REPOWER

Aerial rendering of a coal power plant being repowered with advanced heat sources – part of the REPOWER Consortium's P-DfMA deployment model, developed with Bryden Wood.

REPOWER is a global strategy to end reliance on fossil fuels – Bryden Wood is developing the P-DfMA deployment model that could make it achievable at the speed and scale Net Zero requires.

The animation above shows the deployment system Bryden Wood has developed for the REPOWER Consortium – from individual cocoon components through to a fully repowered coal plant site.

Project details:

  • Repowering an existing coal plant reuses the site, infrastructure, transmission lines, and supply chains already in place – reducing capital cost by 28–35% compared with a greenfield nuclear project.

Led by Terra Praxis, a non-profit climate solution accelerator, the global REPOWER Consortium includes Bryden Wood, Microsoft, MIT, Schneider Electric, and various SMR (Small Modular Reactor) developers, among others.

REPOWER harnesses the power of emissions-free advanced heat sources, such as nuclear fission and fusion, to decarbonise the largest sources of global carbon emissions (coal, industry, heavy transport) at the speed and scale required to achieve Net Zero by 2050. Repurposing coal plants will eliminate a third of global carbon emissions while ensuring sustained economies.

We're working to develop a safe, fast, low-cost, and repeatable solution to repurpose existing energy infrastructure or build new energy supply to meet the ever-growing demand from commercial and industrial energy users.

Our role is to develop a versatile deployment system suitable for a range of advanced heat source technologies coming to the market. This means designing a standardised solution that can be approved at scale, mass-produced, and deployed across multiple sites and geographies simultaneously.

The core concept is the 'cocoon' – currently being designed to accommodate various advanced heat sources, which protects and isolates all the complexity of the technology contained inside it.

The 'cocoon' will be housed in a standardised outer building and served with standardised supporting and distribution systems. 

All of these products will be designed in such a way that they can be manufactured and assembled easily, and are common across a wide range of applications – creating much bigger economies of scale, more attractive manufacturing opportunities, and unlocking supply-chain capacity.

These standardised products also enable standardisation and automation of all typical project processes. For example, configurators can be used to rapidly accelerate the site feasibility and detailed design process, with designs based on standard components and rules, while pre-approved products manufactured in controlled environments and then assembled in pre-approved configurations make approval from regulatory authorities at scale and speed a reality.

Together with Terra Praxis, we have developed a model that demonstrates how schedule and cost risks can be 'designed out' – it is a model for the industry to adopt and adapt. This is what we call the 'Platform approach to Design for Manufacture and Assembly' (P-DfMA), and we believe it is integral to achieving our global climate goals.

REPOWER presents the opportunity to make advanced heat sources highly attractive in terms of cost, time, and risk, attracting more customers and suppliers, creating significant opportunities, and building a new global market of emission-free energy technologies and productised building systems. Encouraging a competitive market of advanced heat sources to emerge alongside a P-DfMA deployment model could achieve the scale of transformation we need to meet the 2050 deadline.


Aim of the exercise: Copy out all the lines in the records that include the word "this".

Content starts

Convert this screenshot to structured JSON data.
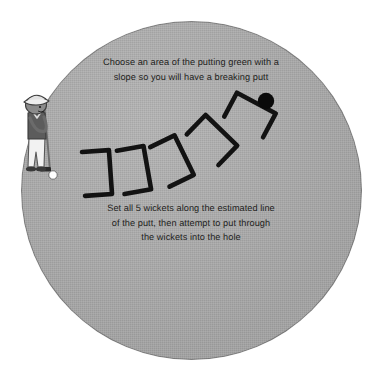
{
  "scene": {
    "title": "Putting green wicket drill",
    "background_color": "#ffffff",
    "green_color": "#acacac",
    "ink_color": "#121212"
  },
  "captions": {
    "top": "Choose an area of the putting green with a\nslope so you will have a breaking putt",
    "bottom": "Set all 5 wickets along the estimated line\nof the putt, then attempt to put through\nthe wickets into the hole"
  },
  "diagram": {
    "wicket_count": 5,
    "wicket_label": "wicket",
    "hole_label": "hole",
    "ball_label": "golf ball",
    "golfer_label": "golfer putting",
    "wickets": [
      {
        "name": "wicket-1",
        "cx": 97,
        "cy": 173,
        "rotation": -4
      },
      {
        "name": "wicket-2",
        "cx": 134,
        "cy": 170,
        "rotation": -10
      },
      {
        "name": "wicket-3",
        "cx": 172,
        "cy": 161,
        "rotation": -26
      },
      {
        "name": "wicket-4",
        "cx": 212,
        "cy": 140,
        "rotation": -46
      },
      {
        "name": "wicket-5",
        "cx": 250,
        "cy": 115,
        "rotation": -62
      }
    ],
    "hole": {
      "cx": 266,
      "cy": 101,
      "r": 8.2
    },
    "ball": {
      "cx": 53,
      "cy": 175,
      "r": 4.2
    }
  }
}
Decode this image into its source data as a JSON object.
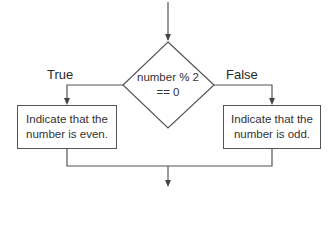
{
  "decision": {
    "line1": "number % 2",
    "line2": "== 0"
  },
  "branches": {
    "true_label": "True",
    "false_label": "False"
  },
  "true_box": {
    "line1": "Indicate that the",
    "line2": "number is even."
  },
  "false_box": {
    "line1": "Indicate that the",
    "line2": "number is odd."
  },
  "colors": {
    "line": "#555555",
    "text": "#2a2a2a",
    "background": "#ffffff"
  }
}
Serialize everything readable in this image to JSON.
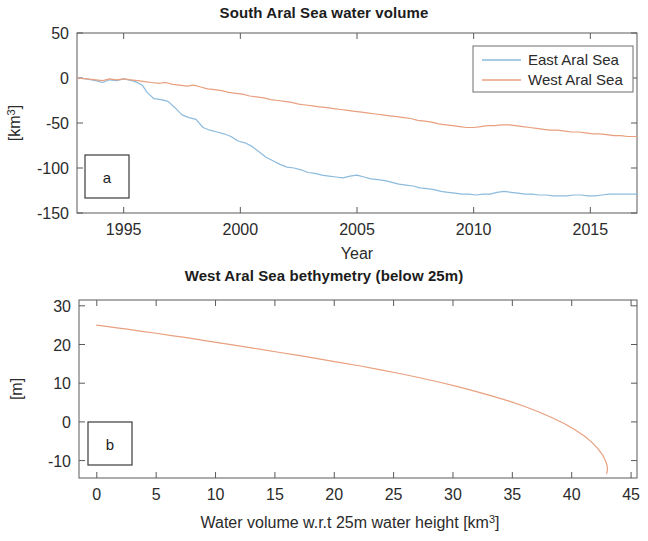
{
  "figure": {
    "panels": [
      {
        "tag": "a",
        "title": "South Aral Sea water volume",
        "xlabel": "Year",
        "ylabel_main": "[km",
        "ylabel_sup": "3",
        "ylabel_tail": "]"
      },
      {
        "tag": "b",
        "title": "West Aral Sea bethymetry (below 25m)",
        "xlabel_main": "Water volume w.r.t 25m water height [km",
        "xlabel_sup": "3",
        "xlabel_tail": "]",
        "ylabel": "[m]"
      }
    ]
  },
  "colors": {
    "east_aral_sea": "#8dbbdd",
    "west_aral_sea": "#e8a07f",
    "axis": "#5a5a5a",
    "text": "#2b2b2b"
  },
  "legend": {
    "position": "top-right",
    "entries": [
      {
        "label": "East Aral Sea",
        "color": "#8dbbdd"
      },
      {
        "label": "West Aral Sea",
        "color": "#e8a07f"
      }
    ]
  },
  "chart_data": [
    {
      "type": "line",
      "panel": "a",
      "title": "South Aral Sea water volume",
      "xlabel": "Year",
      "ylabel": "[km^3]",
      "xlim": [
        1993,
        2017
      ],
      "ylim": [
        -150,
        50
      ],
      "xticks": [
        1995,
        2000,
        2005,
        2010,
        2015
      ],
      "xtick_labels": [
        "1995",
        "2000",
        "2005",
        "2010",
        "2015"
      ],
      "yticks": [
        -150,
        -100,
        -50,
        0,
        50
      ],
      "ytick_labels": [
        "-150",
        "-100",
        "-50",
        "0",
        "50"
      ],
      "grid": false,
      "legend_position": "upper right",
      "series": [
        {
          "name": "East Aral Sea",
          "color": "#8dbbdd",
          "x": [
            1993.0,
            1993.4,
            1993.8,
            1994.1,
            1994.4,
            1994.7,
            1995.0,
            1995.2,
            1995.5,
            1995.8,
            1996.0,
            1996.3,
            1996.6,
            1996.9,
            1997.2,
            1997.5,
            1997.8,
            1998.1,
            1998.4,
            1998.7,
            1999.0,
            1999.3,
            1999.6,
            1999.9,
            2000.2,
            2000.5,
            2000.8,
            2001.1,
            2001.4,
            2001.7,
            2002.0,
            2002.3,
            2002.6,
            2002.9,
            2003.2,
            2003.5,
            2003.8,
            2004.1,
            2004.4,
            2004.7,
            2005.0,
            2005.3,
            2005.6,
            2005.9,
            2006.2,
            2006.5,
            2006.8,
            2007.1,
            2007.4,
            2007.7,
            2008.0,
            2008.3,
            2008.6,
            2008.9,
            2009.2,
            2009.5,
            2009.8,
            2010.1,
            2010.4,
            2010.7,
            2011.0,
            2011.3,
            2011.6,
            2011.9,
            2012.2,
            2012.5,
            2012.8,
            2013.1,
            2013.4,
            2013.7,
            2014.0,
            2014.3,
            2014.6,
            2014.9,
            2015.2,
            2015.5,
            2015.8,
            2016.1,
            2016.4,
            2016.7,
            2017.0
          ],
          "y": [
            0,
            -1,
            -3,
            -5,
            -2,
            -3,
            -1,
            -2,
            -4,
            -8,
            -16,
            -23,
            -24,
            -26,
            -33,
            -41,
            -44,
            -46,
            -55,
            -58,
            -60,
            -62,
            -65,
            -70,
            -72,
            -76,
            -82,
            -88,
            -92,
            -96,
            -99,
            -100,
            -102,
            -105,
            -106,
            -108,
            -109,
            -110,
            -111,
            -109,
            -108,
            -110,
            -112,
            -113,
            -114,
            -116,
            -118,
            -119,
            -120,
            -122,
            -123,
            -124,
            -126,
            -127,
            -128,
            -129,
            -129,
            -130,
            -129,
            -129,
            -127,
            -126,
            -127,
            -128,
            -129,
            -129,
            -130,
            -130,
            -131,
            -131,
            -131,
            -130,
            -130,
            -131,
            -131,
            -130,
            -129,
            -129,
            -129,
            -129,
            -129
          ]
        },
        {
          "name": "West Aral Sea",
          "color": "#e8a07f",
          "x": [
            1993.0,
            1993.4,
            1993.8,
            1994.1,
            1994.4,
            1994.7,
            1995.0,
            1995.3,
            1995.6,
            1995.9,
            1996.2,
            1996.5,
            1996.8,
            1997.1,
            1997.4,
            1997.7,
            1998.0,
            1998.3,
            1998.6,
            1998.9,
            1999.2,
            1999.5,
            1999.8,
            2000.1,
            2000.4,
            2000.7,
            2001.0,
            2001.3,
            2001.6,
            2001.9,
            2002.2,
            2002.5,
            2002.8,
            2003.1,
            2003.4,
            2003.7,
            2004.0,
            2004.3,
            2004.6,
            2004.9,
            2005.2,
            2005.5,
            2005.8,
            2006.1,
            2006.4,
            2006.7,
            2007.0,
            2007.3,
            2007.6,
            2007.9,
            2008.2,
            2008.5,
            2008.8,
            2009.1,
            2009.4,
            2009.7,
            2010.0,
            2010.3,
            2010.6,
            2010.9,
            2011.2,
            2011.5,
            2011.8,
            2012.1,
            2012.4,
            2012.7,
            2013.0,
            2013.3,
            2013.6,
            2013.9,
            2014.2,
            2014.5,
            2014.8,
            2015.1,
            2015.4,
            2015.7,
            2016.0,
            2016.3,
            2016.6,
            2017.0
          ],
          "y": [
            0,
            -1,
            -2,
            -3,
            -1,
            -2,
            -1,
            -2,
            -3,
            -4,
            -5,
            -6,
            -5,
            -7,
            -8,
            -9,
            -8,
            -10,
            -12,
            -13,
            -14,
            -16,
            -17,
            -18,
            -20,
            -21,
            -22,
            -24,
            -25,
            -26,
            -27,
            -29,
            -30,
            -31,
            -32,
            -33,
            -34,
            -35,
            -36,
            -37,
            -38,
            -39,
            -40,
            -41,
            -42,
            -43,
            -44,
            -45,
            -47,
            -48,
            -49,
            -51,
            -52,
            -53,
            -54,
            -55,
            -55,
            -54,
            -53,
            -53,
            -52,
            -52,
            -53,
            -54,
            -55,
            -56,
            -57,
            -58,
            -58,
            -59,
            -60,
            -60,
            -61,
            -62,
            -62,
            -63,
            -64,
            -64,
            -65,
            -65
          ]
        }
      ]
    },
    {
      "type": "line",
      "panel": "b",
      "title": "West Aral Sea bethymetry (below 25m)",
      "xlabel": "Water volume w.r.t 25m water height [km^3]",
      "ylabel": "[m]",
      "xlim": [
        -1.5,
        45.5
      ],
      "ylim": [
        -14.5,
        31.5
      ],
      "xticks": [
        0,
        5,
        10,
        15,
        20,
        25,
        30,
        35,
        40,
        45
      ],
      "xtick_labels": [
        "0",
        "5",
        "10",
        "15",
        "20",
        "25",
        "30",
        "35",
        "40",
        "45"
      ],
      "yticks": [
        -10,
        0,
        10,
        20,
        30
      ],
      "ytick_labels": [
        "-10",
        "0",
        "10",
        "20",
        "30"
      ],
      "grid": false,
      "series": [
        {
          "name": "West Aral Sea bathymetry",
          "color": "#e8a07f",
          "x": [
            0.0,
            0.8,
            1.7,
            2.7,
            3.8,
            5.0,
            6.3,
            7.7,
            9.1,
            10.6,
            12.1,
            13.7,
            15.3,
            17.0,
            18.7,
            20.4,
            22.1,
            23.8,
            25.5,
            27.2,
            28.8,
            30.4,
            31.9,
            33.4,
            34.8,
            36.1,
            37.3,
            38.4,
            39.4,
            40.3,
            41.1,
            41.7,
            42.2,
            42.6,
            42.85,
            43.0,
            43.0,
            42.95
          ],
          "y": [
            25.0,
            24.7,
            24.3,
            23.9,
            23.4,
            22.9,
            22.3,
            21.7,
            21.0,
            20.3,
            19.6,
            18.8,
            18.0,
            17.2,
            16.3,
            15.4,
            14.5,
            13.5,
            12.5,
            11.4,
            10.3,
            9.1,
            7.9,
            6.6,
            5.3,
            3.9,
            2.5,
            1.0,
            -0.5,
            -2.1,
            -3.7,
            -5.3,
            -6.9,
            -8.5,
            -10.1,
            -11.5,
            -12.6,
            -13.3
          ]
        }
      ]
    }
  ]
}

Content ends

Problem solution:
Convert this screenshot to structured JSON data.
Decode this image into its source data as a JSON object.
Serialize everything readable in this image to JSON.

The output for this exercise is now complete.